Debate & discussion: For a republican socialist workers' party

Submitted by Anon on 23 October, 2003 - 4:58

In a recent editorial Jack Conrad (CPGB) argues (Weekly Worker 498 October 2 2003) that "the SA could commit itself to the aim of a new workers' party. Not an old Labour mark two; rather a revolutionary party basing itself on a clear Marxist programme." As if to disprove himself he turns to the Scottish Socialist Party as his example. He says "riddled with left nationalism though it is, the SSP can nevertheless be used to illustrate what can be done". He then goes on to show how the SSP's intervention in the anti-war movement has enabled them to benefit in contrast to the Liberal Democrats in England. All this is fine except for the obvious point. The SSP is neither 'old Labour Mark two' nor 'revolutionary party basing itself on a clear Marxist programme.' Surely there is another alternative.

Given the powerful conservative grip of Labourism on the minds of the British working class movement, the first and in many ways the 'easy' option is a Labour Party Mark 2. This is the option favoured by the Labour left, and strangely at first sight the SWP. But they are divided on whether this can be achieved inside New Labour or outside through the Socialist Alliance.

The second option is a mass revolutionary party, the aim of all the Marxist groups. But they subdivide into 'transitionals' and 'idealists'. The ëtransitionals' recognize that there is as yet no prospect of such a party. Simply making abstract 'calls' for this is leftist posturing, and what Lenin would rightly have called 'revolutionary phrase mongering'. In contrast the ëtransitionals' focus on how we can take real concrete steps to such a party, taking account of the objective conditions in the class struggle.

The third way, if we can use that famous phrase, is to organize a militant party of the working class. This seeks to unite all working class militants in one independent fighting political organization in opposition to New Labour. Whether militant democrats and trade unionists consider themselves 'reformists' or 'revolutionaries' is not the key question at the moment. Consequently this type of workers party should be described ideologically as 'centrist'.

The RDG considers a militant workers party as 'transitional' to the mass revolutionary party all Trotskyists would like to see. But we have gone one step further to identify its ideological and programmatic character as a 'republican socialist' workers' party. Republican socialism draws not only on the Labour and Marxists traditions, but also on Chartism, the first mass democratic movement of the working class. In Britain today the Scottish Socialist Party, despite its nationalism, is the best example we have so far.

In some ways we are back in the situation at the end of the 19th century, when workers were arguing as to whether the Liberals could best represent working people or whether they needed a new party. The launching of a Labour Representation Committee by the trade union bureaucracy stirs the folk memory of the class. Yet at the start of the 21st century that old argument must be restated on a higher level.
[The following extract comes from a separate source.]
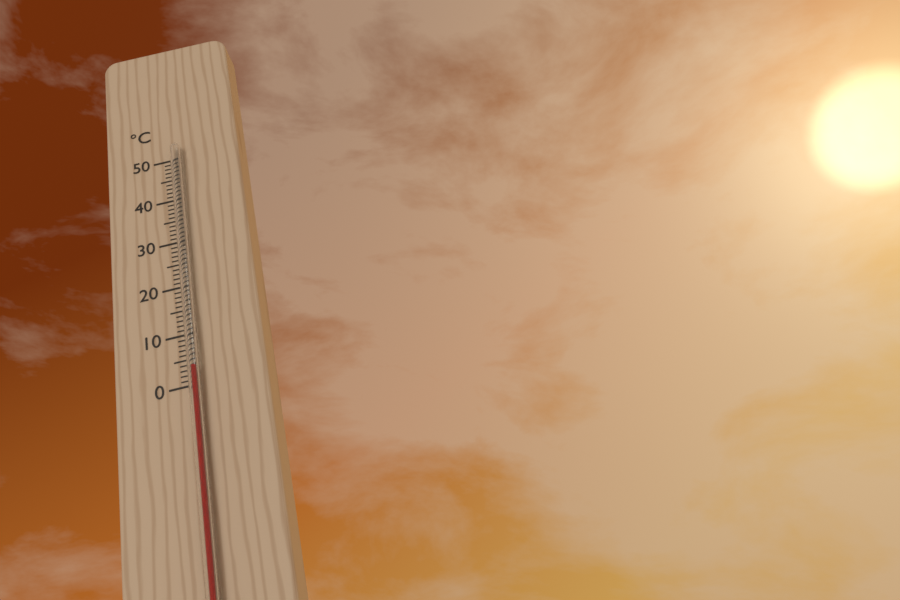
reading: 3 °C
The case for a new workers' party cannot be related to the Victorian empire, but to the current crisis of the Elizabethan welfare state and the bankruptcy of parliamentary democracy. Political change, for example the Scottish parliament and the emergence of the Scottish Socialist Party, mean we are already beyond any idea of recreating the Labour Party of Keir Hardie.
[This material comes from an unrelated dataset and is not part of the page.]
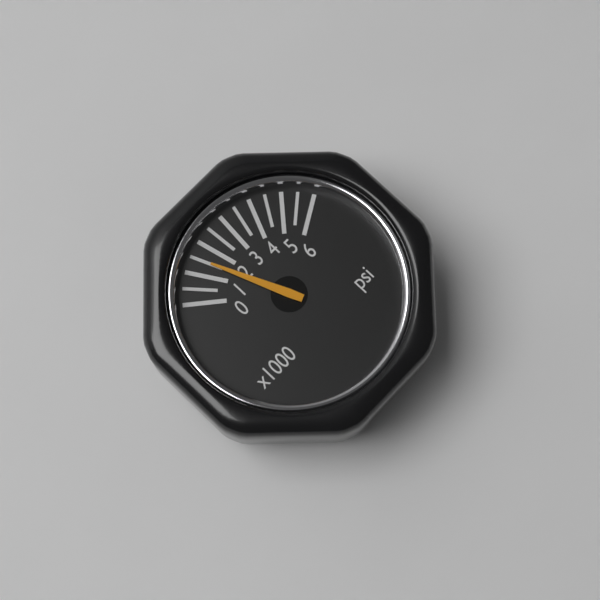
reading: 1500 psi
Over the last 20 years the failure of parliament has been recognised by wider sections of the people. There is an increasing disconnection between people and the political institutions. Corruption, lies and spin mean that cynicism about government is rife. The war has sharpened up this reality. Blair committed troops to George W Bush's war in a secret agreement at least nine months before it began. He could do this confident that royal prerogative powers would enable him to go to war regardless of the parliamentary arithmetic. As the Hutton inquiry has shown, there was no gap between Downing Street and MI6 when it came to ësexing up' documents and manipulating parliament and the people into a war.

Mass protest struggles expose the real nature of parliament, concentrating the minds of millions. Like the poll tax over a decade ago, the recent Iraqi war sharpened and widened the sense that parliament does not represent the people. As the anti-war protesters pointed out in the run-up to the war, there was no democratic legitimacy or democratic mandate for war. There was no referendum, nor any general election, in which these life and death issues could be put before the people. Parliament simply keeled over and backed Blair. It was no different when Thatcher imposed the poll tax. Parliament proved a useless talking shop, in the pay or the pocket of the Executive.
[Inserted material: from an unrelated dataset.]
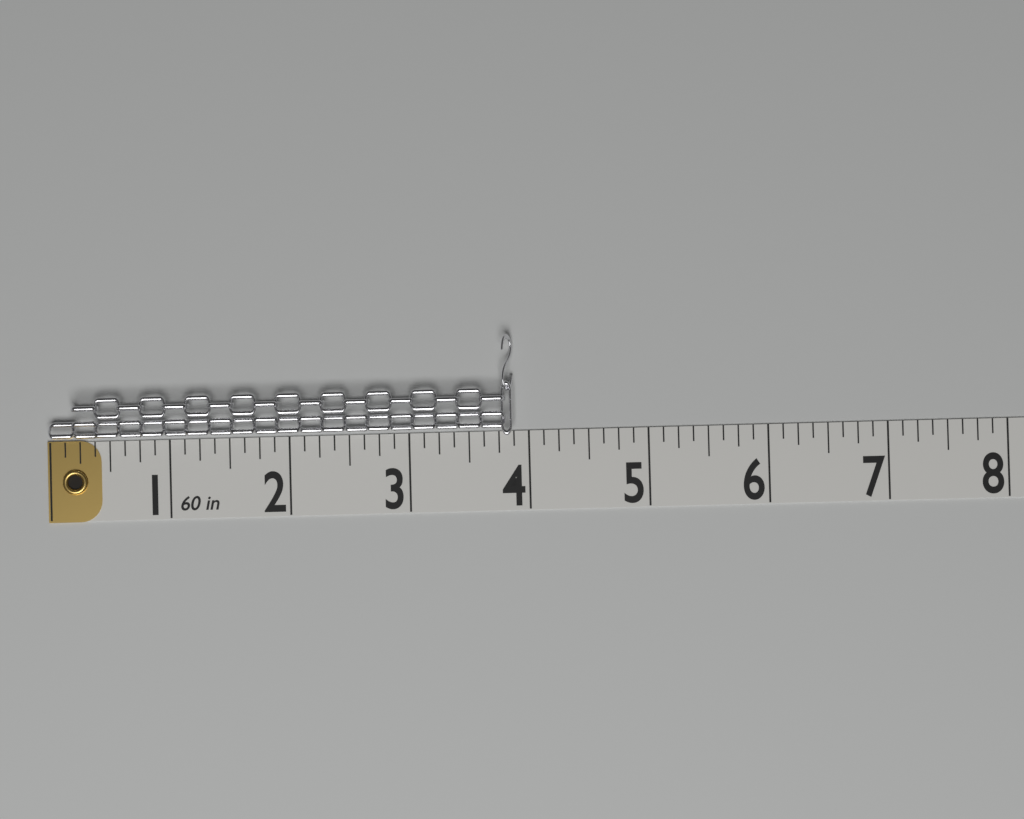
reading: 3.875 in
The parliamentary fish is rotting from the head. The stench is infecting the whole body politic. The loss of trust in the political system shows itself in poor turnouts in elections. The stench is very pungent in places like Burnley, where poverty and alienation are breeding grounds for racism and the growth of the British National Party. The more obvious the bankruptcy and degeneration of the so-called democratic system becomes, the larger will be the pool of people prepared to vote for the BNP.

Republican socialism is not about challenging New Labour with the ideas of old Labour. Blair's constitutional reforms and the integration into Europe have changed the political landscape forever. There is no going back to the 'good old days', by resurrecting the House of Lords or abolishing the Scottish parliament. If socialism is going to be revived it will be through seriously addressing the crisis of democracy and building a mass movement for radical democratic change. Something that socialists have conspicuously failed to do so far!